Hunter Maritime Acquisition
Hunter Maritime Acquisition was formed in 2016 as a special purpose acquisition company domiciled in the Marshall Islands and listed on the Nasdaq under the ticker HUNT. Chairman Hudson Dryden, a shipping finance veteran, led the vehicle's $150 million initial public offering. The entity was structured purely as a blank-check acquisition platform — it held no operating assets, generated no revenue, and existed solely to identify and merge with a target in the maritime sector. The firm's investment mandate was explicitly limited to acquiring a business involved in owning, operating, or managing ocean-going vessels. Dryden and the board targeted the fragmented shipping industry, where capital constraints following the 2008 financial crisis had left many vessel operators without clear succession plans or access to traditional bank financing. Hunter Maritime's strategy was to use public equity as acquisition currency, hunting for a target that could benefit from a fresh listing and the capital it provided. The SPAC's trust account held the IPO proceeds while the team conducted its search across international shipping markets. Publicly reported operational activity was limited to the SPAC's regulatory filings and the countdown to its merger deadline. In September 2018, the firm acknowledged it had not yet identified an acquisition target and sought shareholder approval for a six-month extension of its business combination window (per SEC Filing, September 2018). No final acquisition was ever consummated. Dryden's small team, drawn from shipping and financial services circles, operated from the Marshall Islands, reflecting the jurisdiction's established role as a flag state and corporate domicile for maritime enterprises.

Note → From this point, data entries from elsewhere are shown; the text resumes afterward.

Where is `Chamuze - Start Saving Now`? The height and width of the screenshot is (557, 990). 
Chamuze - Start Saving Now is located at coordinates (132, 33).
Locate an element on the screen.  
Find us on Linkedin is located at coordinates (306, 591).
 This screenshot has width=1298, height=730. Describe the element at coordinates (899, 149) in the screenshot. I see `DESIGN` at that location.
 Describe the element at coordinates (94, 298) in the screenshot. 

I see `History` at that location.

Hunter Maritime's architecture was a test case for how far the SPAC format could be pushed into a single, capital-intensive industrial niche. Unlike the wave of tech-focused SPACs that followed, Hunter Maritime's mandate targeted an asset-heavy sector where valuation clarity required deep operational knowledge rather than growth narratives. The eventual failure to deploy, and the trust's dissolution, underscored the friction between a public vehicle's ticking clock and the slow, relationship-driven cadence of shipping M&A.
General information
Firm type
other
Year founded
2016
AUM
Undisclosed
Location
Region
Oceania
Country
Marshall Islands
City
Majuro
Corporate office
Majuro, Marshall Islands
Principals
Hudson Dryden
Chairman
Sector focus
Frequently asked questions
What was the specific acquisition mandate of Hunter Maritime Acquisition?

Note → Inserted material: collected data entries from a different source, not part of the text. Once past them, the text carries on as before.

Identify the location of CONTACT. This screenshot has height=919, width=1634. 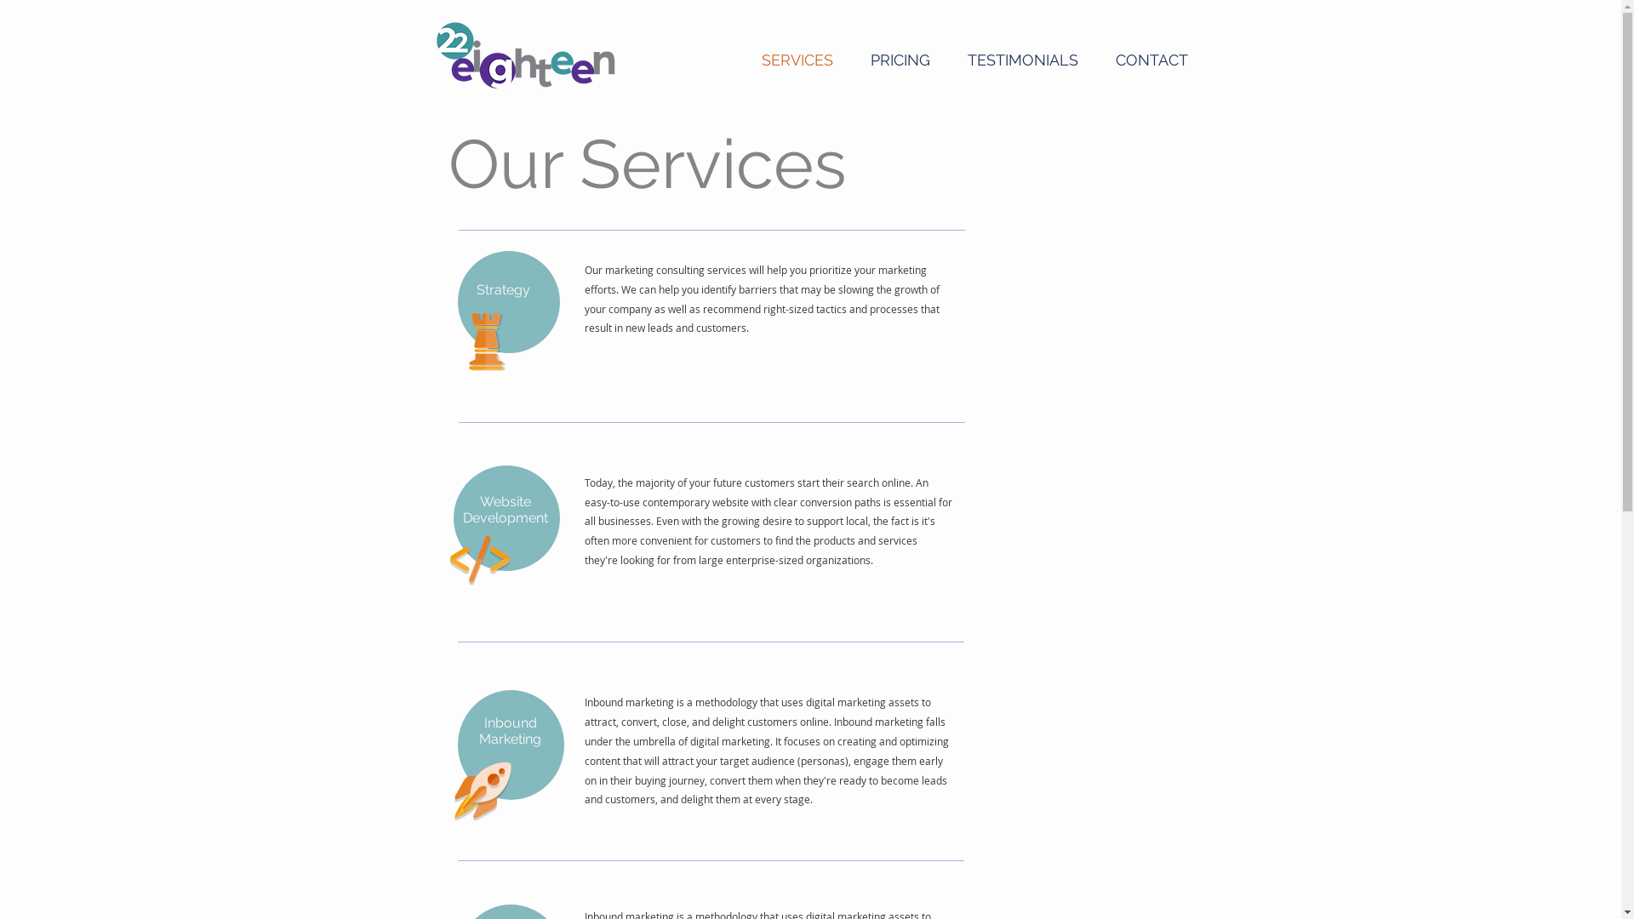
(1150, 60).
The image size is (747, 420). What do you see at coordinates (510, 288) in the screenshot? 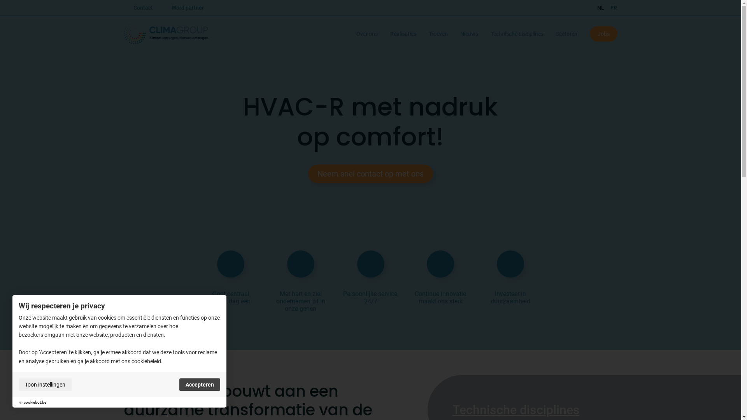
I see `Investeer in duurzaamheid` at bounding box center [510, 288].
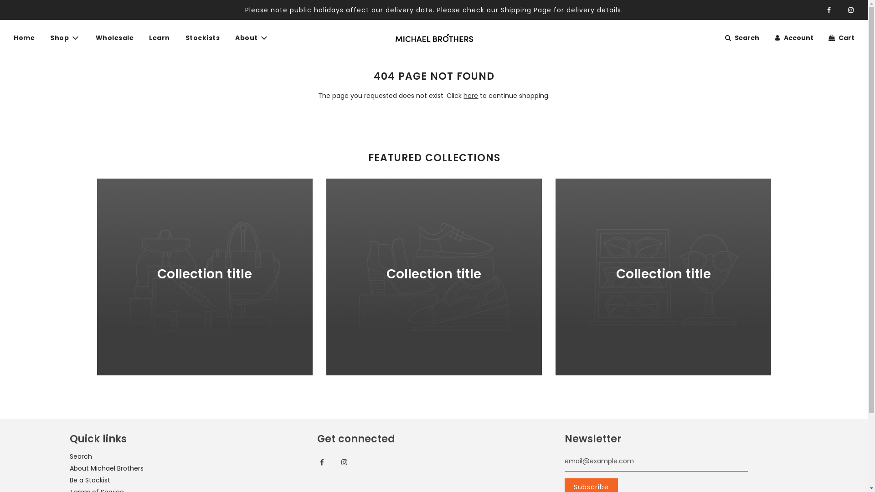  I want to click on Be a Stockist, so click(89, 480).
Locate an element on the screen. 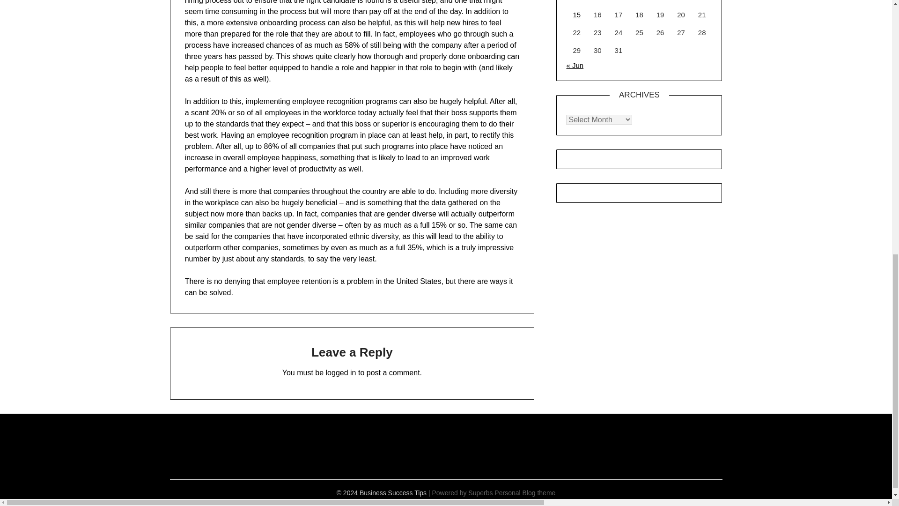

The SPAC's mandate, defined in its 2016 SEC filings, was to acquire one or more businesses involved in the ownership, operation, or management of ocean-going vessels. The focus was explicitly on the maritime sector, and the management team was prohibited from pursuing targets outside of this industry without shareholder approval.
Why did Hunter Maritime Acquisition fail to complete a deal?
Hunter Maritime required shareholder approval in late 2018 to extend its deadline, indicating it had not identified a suitable target within the initial two-year window. The SPAC structure imposes fixed timelines, and matching a liquid trust account with a suitable privately held shipping asset — an industry where deal cycles are long and valuations asset-heavy — proved unworkable within the allotted period.
Who ran Hunter Maritime Acquisition?
Hudson Dryden served as Chairman of the board. Dryden brought experience from the shipping finance sector. The rest of the team was small, typical of a blank-check company with no operating assets, drawing from financial services and maritime backgrounds.
How much capital did Hunter Maritime Acquisition raise?
Hunter Maritime raised $150 million in its November 2016 initial public offering on the Nasdaq. The proceeds were placed in a trust account, to be released only upon completion of a qualifying acquisition, or returned to public shareholders upon the trust's liquidation.
What happened to investors' capital when Hunter Maritime dissolved?
Because no business combination was completed by the final extended deadline in 2019, the trust was liquidated. Public shareholders received their pro-rata share of the trust account, approximately $10.00 per share, and the SPAC's securities were delisted and ceased trading.